Introduction

A Keyframe is simply a marker of time which stores the value of a property.

For example, a Keyframe might define that the horizontal position of a cube is at 3m on frame 1.

The purpose of a Keyframe is to allow for interpolated animation, meaning, for example, that the user could then add another key on frame 10, specifying the cube’s horizontal position at 20m, and Blender will automatically determine the correct position of the cube for all the frames between frame 1 and 10 depending on the chosen interpolation method (e.g. Linear, Bézier, Quadratic, etc).

Visualization

There are some important visualization features in the 3D Views that can help animation.

When the current frame is a keyframe for the current active object, the name of this object (shown in the bottom left corner of the 3D Views) turns yellow.
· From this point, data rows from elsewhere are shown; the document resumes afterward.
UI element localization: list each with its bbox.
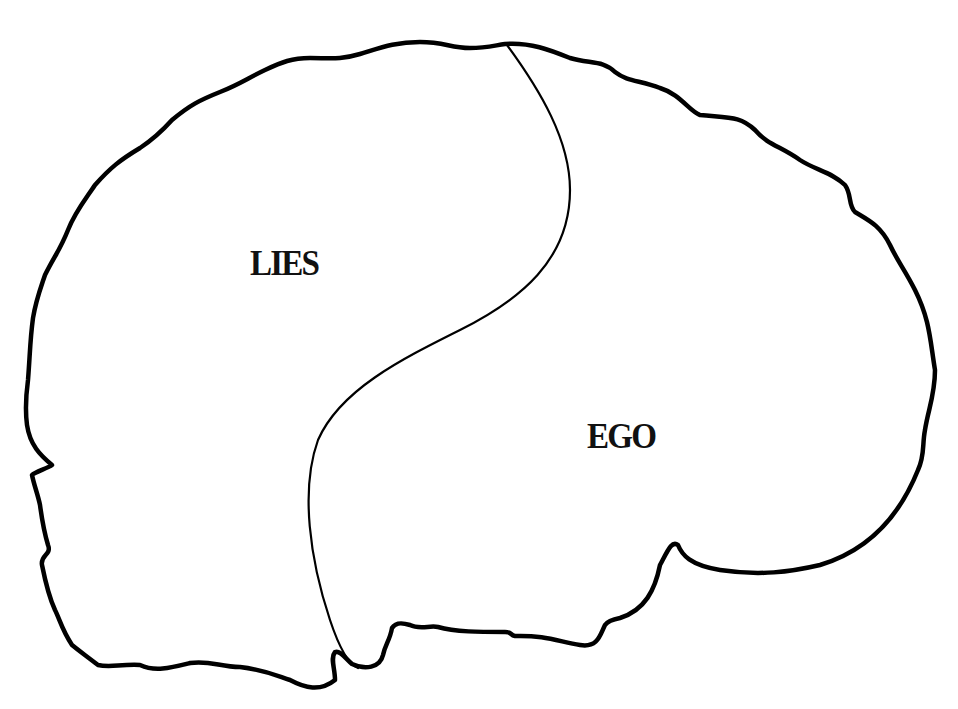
brain-outline [26,42,935,688]
brain-diagram: LIES EGO [0,0,958,709]
region-label-lies: LIES [250,245,318,281]
brain-outline-svg [0,0,958,709]
divider-curve [309,45,570,668]
region-label-ego: EGO [587,418,655,454]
../../_images/animation_keyframes_visualization.png

Buttom: Current frame at 0. Top: Current frame is a keyframe for Cube.

Keyframe Types

For visually distinguish regular keyframes from different animation events or states (extremes, breakdowns, or other in betweens) there is the possibility the applying different colors on them for visualization.

Keyframe (yellow diamond)
Normal keyframe.
Breakdown (cyan small diamond)
Breakdown state. e.g. for transitions between key poses.
Moving Hold (slight orange diamond)
A keyframe that adds a small amount of motion around a holding pose. In the Dope Sheet it will also draw a bar between them.
Extreme (red big diamond)
An ‘extreme’ state, or some other purpose as needed.
Jitter (green tiny diamond)
A filler or baked keyframe for keying on ones, or some other purpose as needed.